Captive portals are a fact of life on guest wifi: connect, get redirected to a page, tick a box or log in, and you're online. Fine for a laptop. A proper pain for a headless server that has no browser and no one sitting in front of it. Here's the trick I used to get a headless box past a per-MAC portal, and it generalises nicely.
Why you can't just do it from your laptop
The portal authorises per device — it remembers the MAC (and/or IP) that completed the login and lifts the walled garden for that client. So logging in from your laptop's browser authorises your laptop, not the server. The server's own connection is still walled. You have to make the login traffic originate from the server itself.
The trick: proxy a browser through the server
If you can SSH to the box (over a wired path, a second interface, whatever), turn it into a SOCKS proxy:
ssh -D 1080 -N user@server
Now anything you send into localhost:1080 is originated by the server and exits its network connection. Point a browser at that proxy and, from the portal's point of view, it's the server knocking — correct MAC, correct session. Chromium does remote DNS over SOCKS5, so name resolution goes out the server's link too.
I drove it headlessly with Playwright through the proxy:
chromium --proxy-server="socks5://localhost:1080"
# or, in Playwright, launch with proxy={"server":"socks5://localhost:1080"}
Navigate to anything over plain HTTP (http://neverssl.com is the classic), let the portal redirect fire, accept the terms / sign in, and the gateway authorises the server's MAC. Once that's done you can tear the proxy and browser down entirely — the authorisation lives at the gateway, keyed to the MAC, not in the browser session.
Making it stick
Two wrinkles for unattended use:
- Sessions expire. Wrap the same headless flow in a small script and have a watchdog run it whenever a connectivity check (
curl -s -o /dev/null -w '%{http_code}' http://connectivitycheck.gstatic.com/generate_204, want204) comes back non-204. A persistent browser profile keeps any "remember me" cookie between runs. - Registration vs. login. Some portals (Sky's "The Cloud", BT Wi-fi and friends) want an account. A throwaway mailbox with an API — I used mail.tm — lets you register and, if needed, script the catching of a verification email.
It feels a bit like sawing through the bars from the inside, but it's entirely above board — you're authenticating the device that's actually using the connection. The SOCKS-proxy-through-the-box idea is the reusable part; keep it for the next headless thing stuck behind a portal.
I hope this resolves any difficulties you may be experiencing. Enjoy!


- [WHAT TO WORK ON]: Which of the lines below contain the string "panel"? Copy each one.

Stored data entries

-.-.-

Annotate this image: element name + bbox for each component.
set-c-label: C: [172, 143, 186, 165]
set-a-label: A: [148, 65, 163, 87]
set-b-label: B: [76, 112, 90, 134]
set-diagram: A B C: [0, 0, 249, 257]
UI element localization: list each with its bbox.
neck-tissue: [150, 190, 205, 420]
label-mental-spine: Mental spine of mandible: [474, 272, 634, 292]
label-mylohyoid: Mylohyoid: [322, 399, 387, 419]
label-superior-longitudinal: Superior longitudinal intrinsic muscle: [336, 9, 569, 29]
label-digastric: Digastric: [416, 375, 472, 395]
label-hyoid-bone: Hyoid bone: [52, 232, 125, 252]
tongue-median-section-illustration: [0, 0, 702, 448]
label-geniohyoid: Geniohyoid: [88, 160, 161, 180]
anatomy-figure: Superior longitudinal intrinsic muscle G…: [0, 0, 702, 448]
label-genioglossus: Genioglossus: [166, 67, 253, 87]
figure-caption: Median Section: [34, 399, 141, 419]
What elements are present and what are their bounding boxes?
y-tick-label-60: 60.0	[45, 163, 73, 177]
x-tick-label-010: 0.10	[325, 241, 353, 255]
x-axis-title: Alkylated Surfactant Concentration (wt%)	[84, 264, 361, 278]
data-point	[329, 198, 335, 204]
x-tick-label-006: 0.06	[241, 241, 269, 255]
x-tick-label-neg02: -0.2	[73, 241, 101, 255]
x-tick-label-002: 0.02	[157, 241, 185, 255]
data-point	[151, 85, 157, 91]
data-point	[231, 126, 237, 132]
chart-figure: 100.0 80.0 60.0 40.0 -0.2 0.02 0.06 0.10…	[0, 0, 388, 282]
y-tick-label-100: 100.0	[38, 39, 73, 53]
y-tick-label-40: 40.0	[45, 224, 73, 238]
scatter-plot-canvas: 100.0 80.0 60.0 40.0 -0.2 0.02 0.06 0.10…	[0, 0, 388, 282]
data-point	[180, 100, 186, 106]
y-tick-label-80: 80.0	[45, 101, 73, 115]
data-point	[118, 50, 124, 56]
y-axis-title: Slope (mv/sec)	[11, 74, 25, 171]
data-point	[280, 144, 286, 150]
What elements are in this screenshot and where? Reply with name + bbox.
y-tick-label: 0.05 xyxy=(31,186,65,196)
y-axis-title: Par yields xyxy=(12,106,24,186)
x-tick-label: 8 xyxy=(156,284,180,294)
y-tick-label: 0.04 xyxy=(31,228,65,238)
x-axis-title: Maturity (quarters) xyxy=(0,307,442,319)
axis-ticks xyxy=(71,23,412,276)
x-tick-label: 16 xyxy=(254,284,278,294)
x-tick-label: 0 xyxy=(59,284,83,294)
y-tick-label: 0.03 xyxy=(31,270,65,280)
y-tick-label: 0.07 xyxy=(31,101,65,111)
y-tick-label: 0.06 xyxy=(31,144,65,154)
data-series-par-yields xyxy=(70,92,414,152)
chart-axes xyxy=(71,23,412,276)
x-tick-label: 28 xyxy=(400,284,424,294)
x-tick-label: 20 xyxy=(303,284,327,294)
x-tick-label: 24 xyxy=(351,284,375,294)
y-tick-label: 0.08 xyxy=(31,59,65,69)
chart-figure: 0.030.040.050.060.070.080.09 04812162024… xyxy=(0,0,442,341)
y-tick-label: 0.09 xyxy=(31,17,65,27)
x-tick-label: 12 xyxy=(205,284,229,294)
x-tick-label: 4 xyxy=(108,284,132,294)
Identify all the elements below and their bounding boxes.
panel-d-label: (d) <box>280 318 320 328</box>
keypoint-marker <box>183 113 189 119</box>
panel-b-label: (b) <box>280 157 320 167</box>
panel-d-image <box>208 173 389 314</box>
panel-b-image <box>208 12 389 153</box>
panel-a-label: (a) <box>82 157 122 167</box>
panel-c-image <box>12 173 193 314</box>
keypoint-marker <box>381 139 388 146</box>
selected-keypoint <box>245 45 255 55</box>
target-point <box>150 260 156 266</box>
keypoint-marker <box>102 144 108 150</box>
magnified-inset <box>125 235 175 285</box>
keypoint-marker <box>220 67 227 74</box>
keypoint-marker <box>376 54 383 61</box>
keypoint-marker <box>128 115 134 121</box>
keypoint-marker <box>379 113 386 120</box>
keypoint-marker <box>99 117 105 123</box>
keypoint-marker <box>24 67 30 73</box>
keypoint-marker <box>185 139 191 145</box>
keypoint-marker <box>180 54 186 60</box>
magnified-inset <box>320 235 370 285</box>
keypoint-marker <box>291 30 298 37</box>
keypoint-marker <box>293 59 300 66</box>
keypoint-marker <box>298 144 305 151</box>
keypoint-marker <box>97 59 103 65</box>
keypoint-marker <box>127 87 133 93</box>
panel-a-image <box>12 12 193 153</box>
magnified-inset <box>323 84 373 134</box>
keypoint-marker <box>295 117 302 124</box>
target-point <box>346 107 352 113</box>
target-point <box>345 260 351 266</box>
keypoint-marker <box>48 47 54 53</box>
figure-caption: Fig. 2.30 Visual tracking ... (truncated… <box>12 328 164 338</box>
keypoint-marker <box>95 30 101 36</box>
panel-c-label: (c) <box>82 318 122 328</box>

-.-.-

- [EXERCISE ANSWER]:
panel-d-label: (d) <box>280 318 320 328</box>
panel-b-label: (b) <box>280 157 320 167</box>
panel-d-image <box>208 173 389 314</box>
panel-b-image <box>208 12 389 153</box>
panel-a-label: (a) <box>82 157 122 167</box>
panel-c-image <box>12 173 193 314</box>
panel-a-image <box>12 12 193 153</box>
panel-c-label: (c) <box>82 318 122 328</box>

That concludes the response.